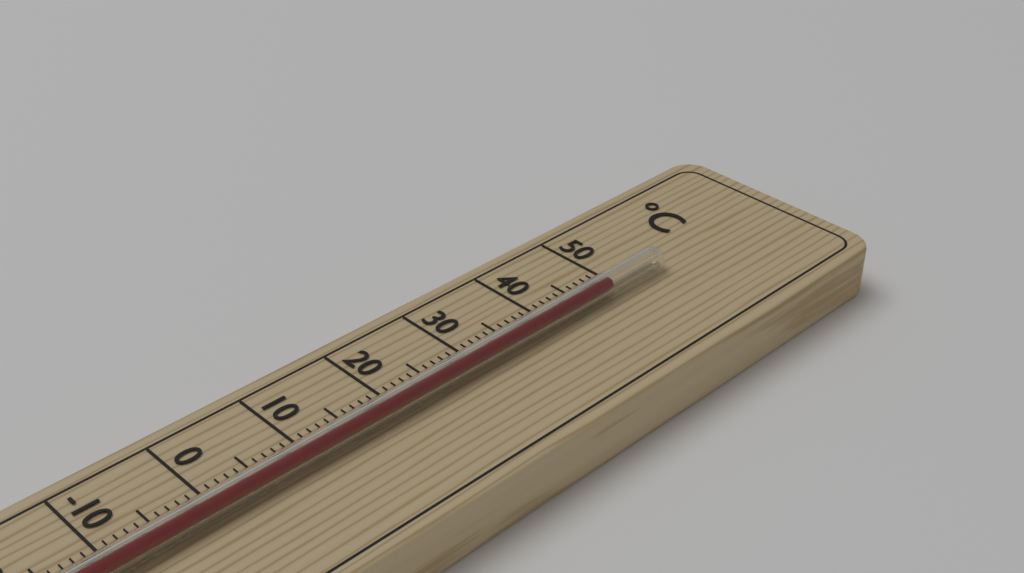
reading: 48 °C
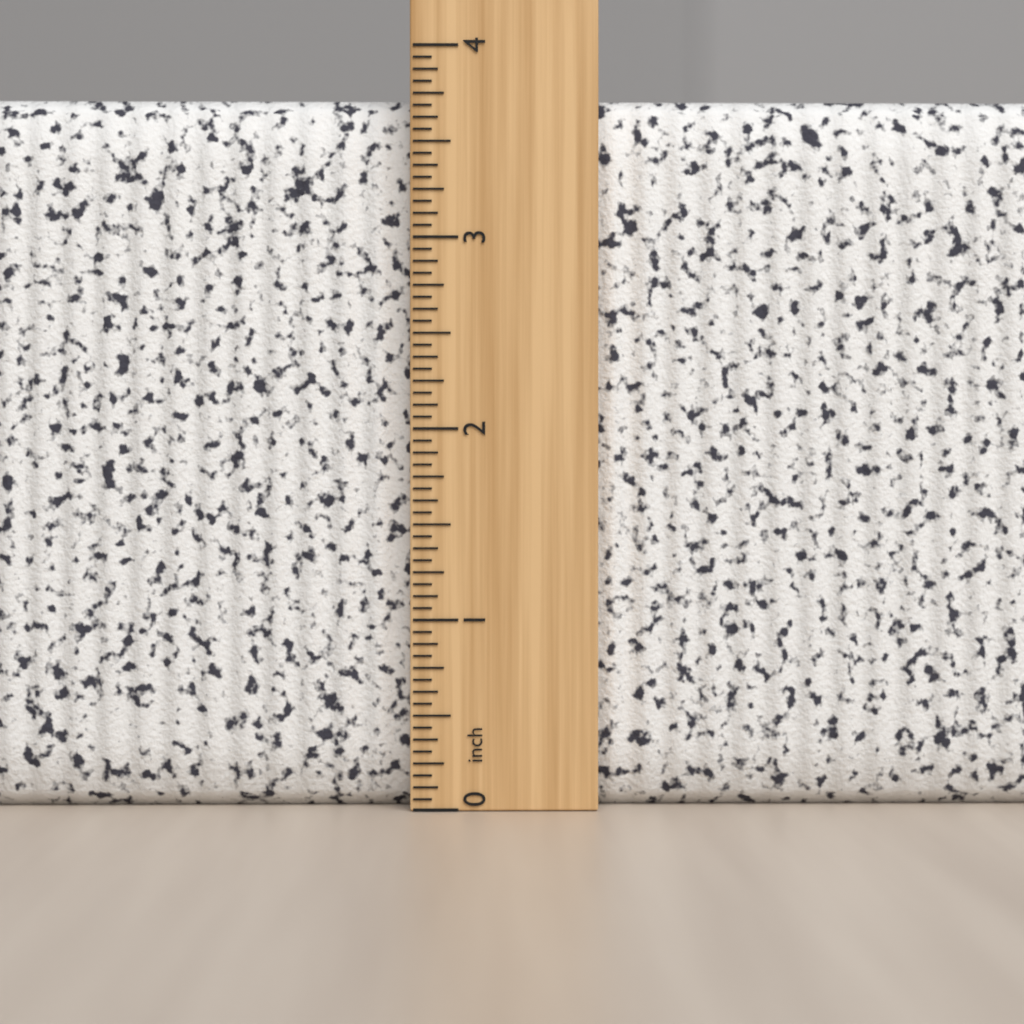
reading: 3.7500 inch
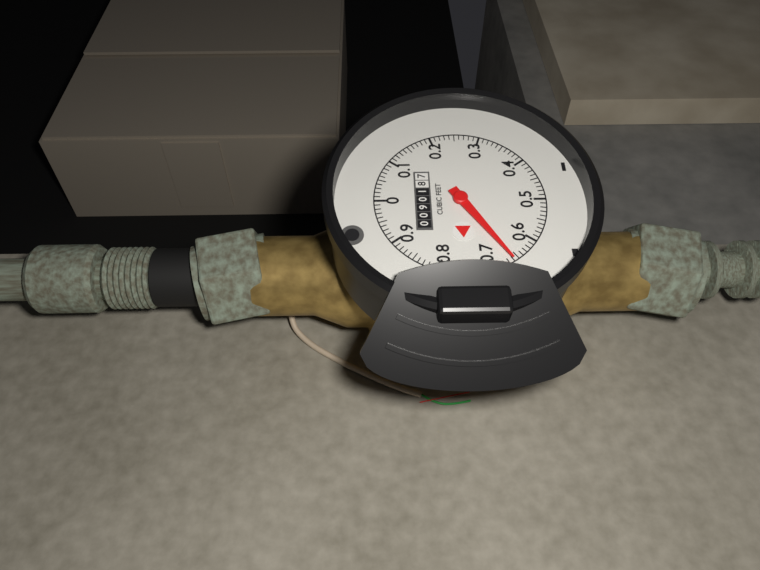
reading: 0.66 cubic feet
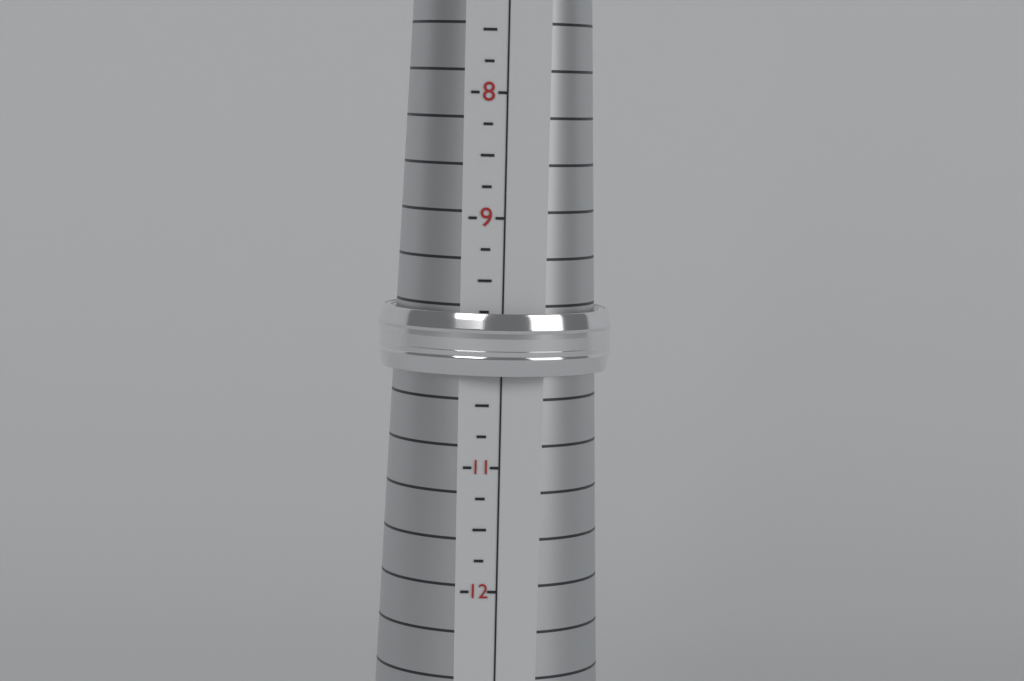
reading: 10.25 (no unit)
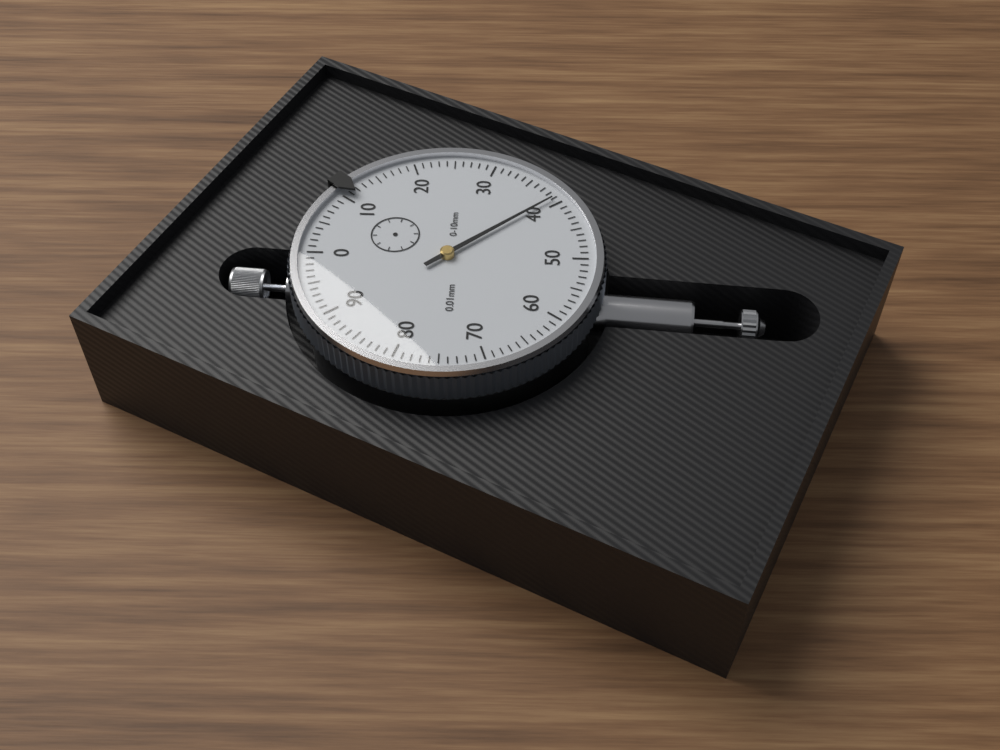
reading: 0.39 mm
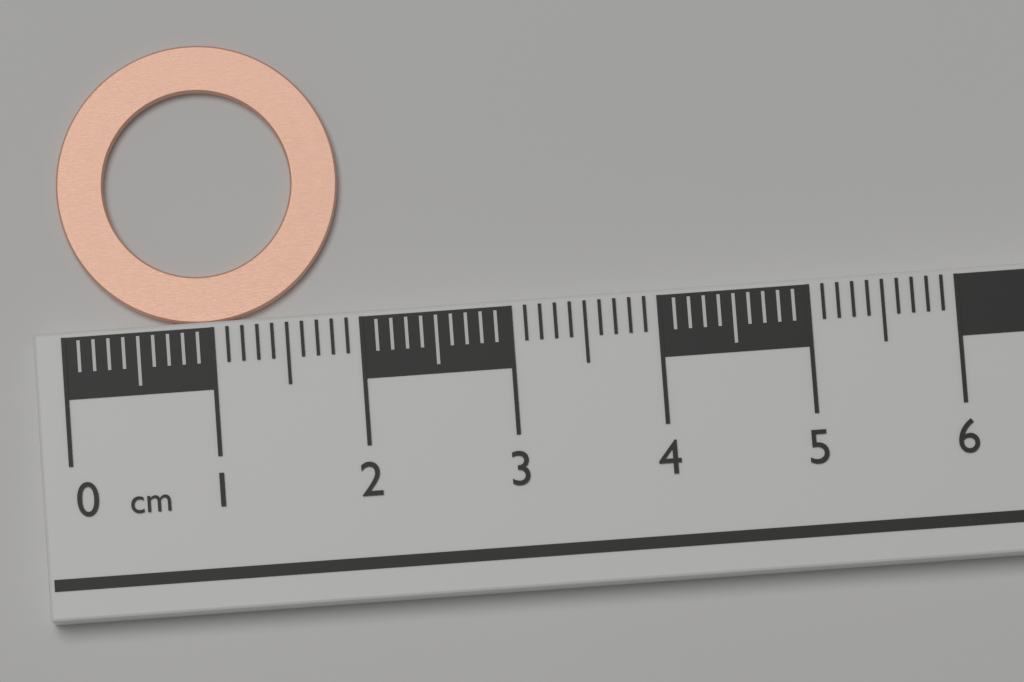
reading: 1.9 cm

---

→ ACTION ITEM
Please give the data again unaltered, leaving out any images.

→ RESPONSE BOX
reading: 48 °C
reading: 3.7500 inch
reading: 0.66 cubic feet
reading: 10.25 (no unit)
reading: 0.39 mm
reading: 1.9 cm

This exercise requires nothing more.